Saturdays till 1 p.m.

There are small fines for spoilt work, but the money goes to the Workers' Benevolent Fund. These fines do not amount to more than sixpence per head per annum. Overtime is worked to the full limit. It is paid at a higher rate, but not at the same proportionally higher rate as men. Girls are never suspended in slack seasons, but are put on time wages of 13s. or 14s. a week for the best workers.

The employment of married women is regarded as exceptional, but all large firms have a small number of such—3 or 4 per cent., perhaps. The usual practice is for girls to come from school and remain on until they get married or leave for some domestic purposes. Some come back as widows or when living apart from their husbands. Some firms boast a considerable number of workers who have been employed for very long periods, ranging from 15 to 30 years and upwards. There are no signs of married women lowering the rates of pay. It is customary for those who return after a long absence to do so at the old wages. Efforts have been made from time to time to organise the women into unions, but they have invariably proved disappointing. Indirectly the women have gained by the successful efforts of the men to shorten the hours of toil. Generally speaking the attitude of the men's unions is not so much one of hostility as of indifference to women's work, except where it threatens to encroach on the men's preserves. There is no positive agreement as to the line of demarcation; it is determined tacitly by use and wont. The men profess to see a tendency among employers to extend the field of female labour. This extension of woman's sphere they deprecate as likely to lead to the lowering of men's wages. Just as men are never employed in folding in the bookbinding department of a publishing firm, so certain processes are invariably never done by women. As a rule men do the heavier and more complicated work, while women do that which is preparatory or supplementary. In jobbing-shops where odd volumes come in to be bound in various styles women are unsuitable, and men do the work right through; but in large publishing houses where orders run into thousands women specialise on particular processes.
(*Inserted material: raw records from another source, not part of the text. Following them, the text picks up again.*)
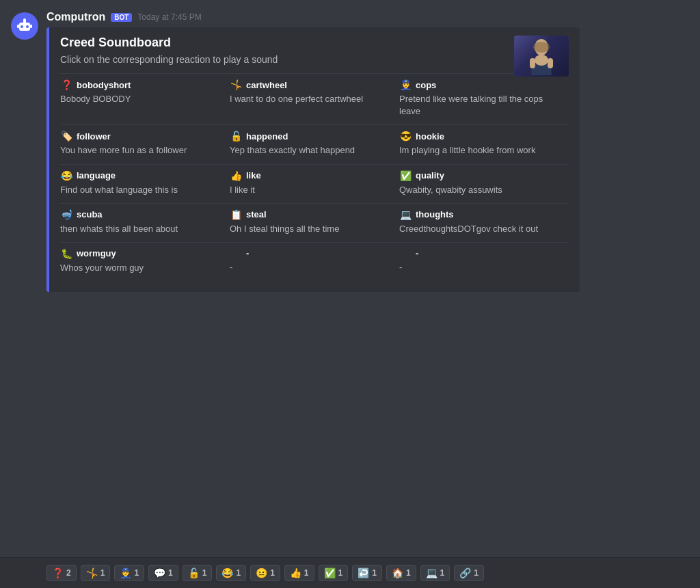 The width and height of the screenshot is (700, 588). Describe the element at coordinates (426, 85) in the screenshot. I see `cell-label-text: cops` at that location.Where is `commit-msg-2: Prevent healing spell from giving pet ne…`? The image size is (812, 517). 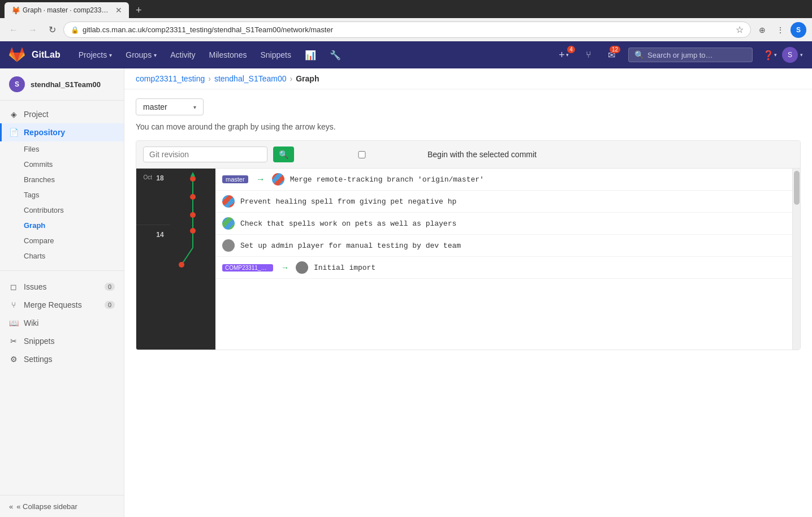
commit-msg-2: Prevent healing spell from giving pet ne… is located at coordinates (348, 201).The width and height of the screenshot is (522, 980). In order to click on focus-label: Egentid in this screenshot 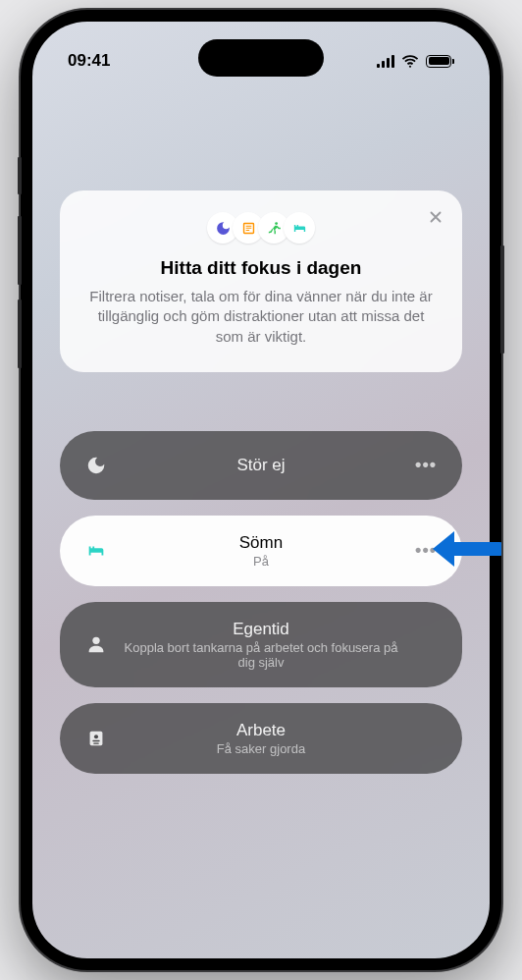, I will do `click(261, 629)`.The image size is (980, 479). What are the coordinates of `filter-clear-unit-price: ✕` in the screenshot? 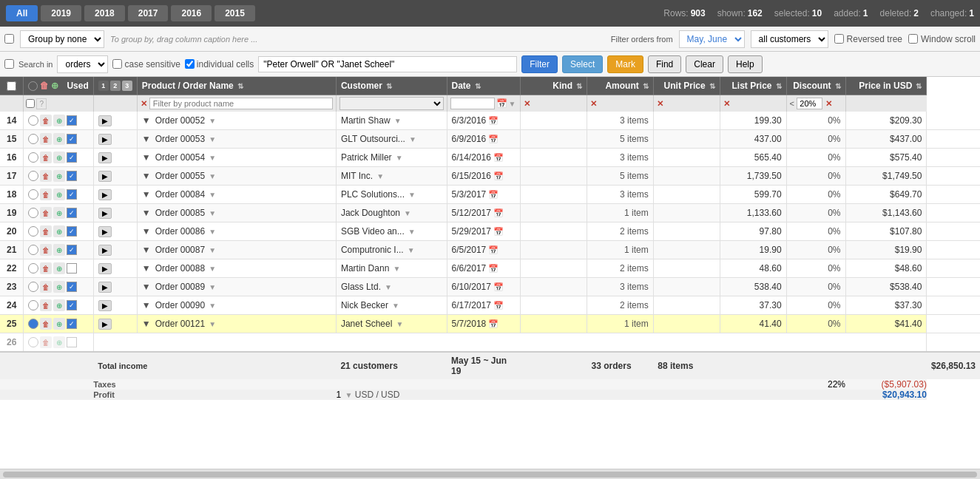 It's located at (660, 103).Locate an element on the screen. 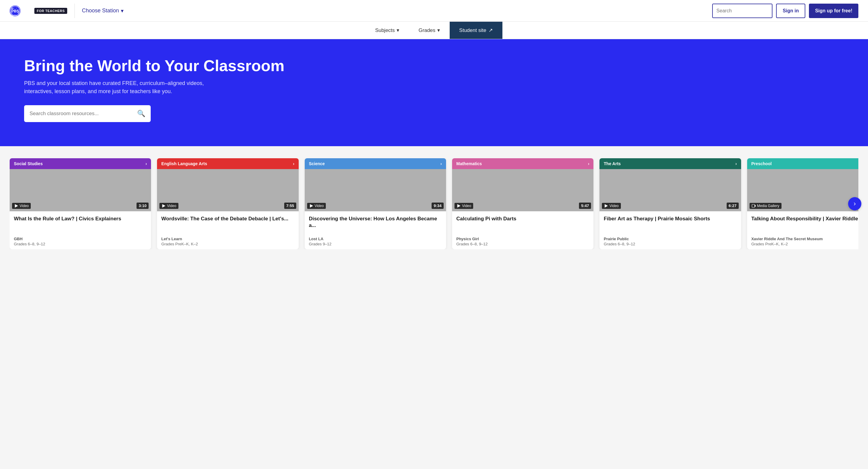  card-body: Discovering the Universe: How Los Angele… is located at coordinates (375, 230).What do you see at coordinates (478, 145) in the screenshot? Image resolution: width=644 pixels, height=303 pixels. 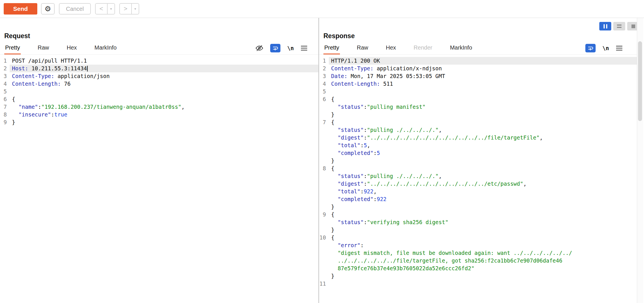 I see `code-line: "total":5,` at bounding box center [478, 145]. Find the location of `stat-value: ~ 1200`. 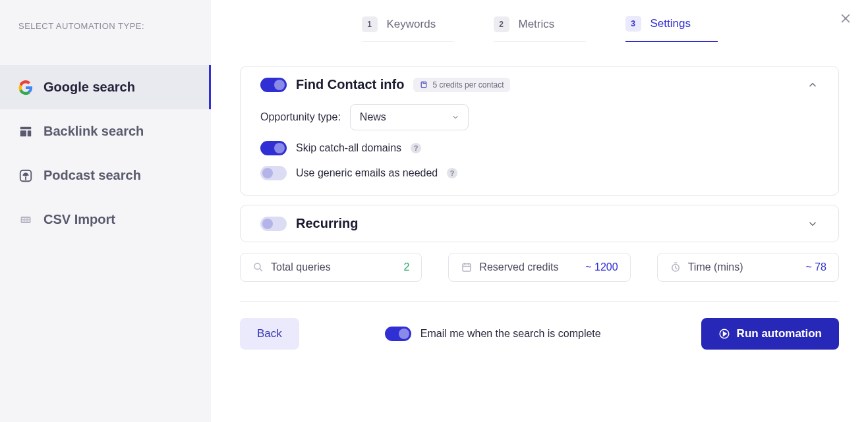

stat-value: ~ 1200 is located at coordinates (601, 267).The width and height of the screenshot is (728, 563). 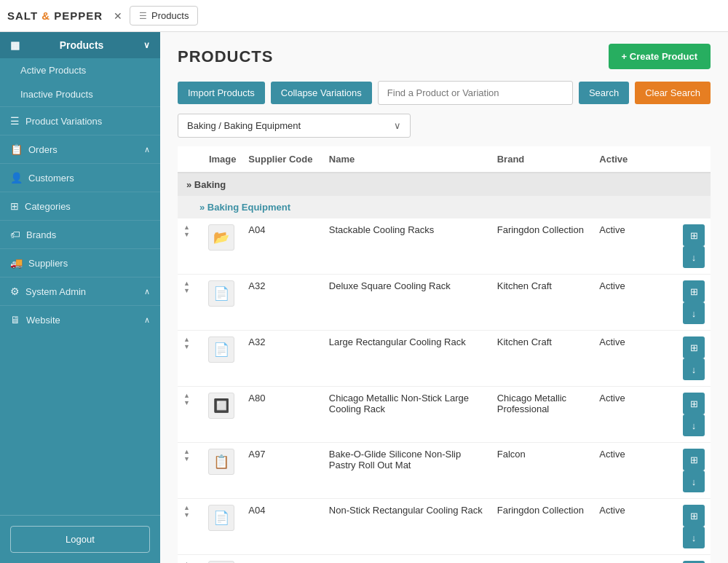 What do you see at coordinates (364, 16) in the screenshot?
I see `top-bar: SALT & PEPPER ✕ ☰ Products` at bounding box center [364, 16].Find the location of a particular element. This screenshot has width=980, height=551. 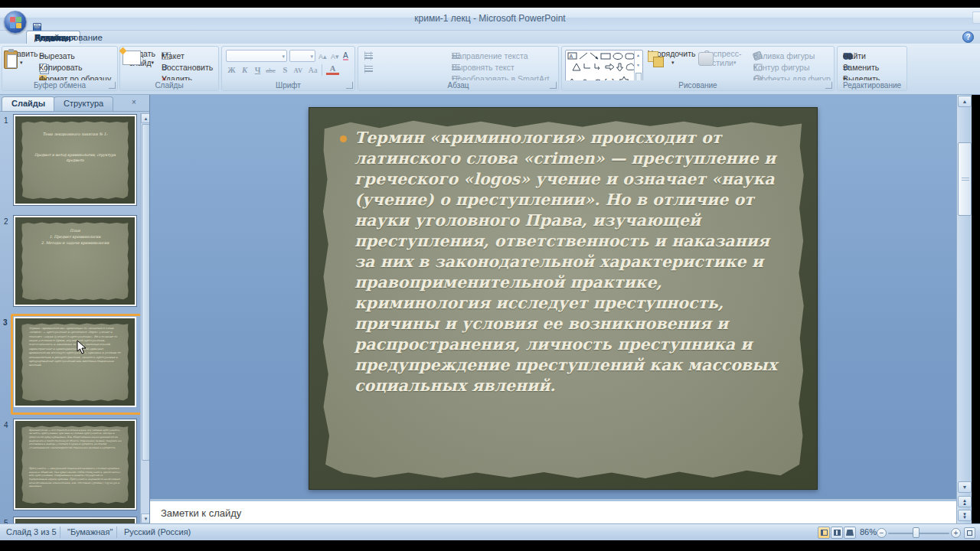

Women's work is apt to be extended where there are large quantities involved and where the work can be sub-divided. While women perform many of these sub-divisions quite as skilfully as men, they do not exhibit a like concentration of effort, and are more inclined to scamp.

Opinions differ as to the amount of homework done nowadays. The plant required is just a folder—a piece of bone. There is no doubt that to some extent folding is still done at home by the older girls who have during the day been employed in the factory. One employer admitted that on "not more than three or at most four nights in the year" do girls take work home from his shop. The cause is set down to the impatience of the public. Everybody wants his order executed immediately. Rates paid for homework are, if anything, a shade less than those paid for work done in the factory. While such work increases the total earnings this is not the main motive for undertaking it. A good deal of it is forced, and due to the urgency of the public demand. During very busy months some firms have a great deal of folding done as outwork by widows and married women not now employed in the factory during the day. But this practice is declining. Twopence per 1,000 extra is paid by one firm, i.e., 10d. as against 8d., for this outwork to compensate for lack of facilities in the home.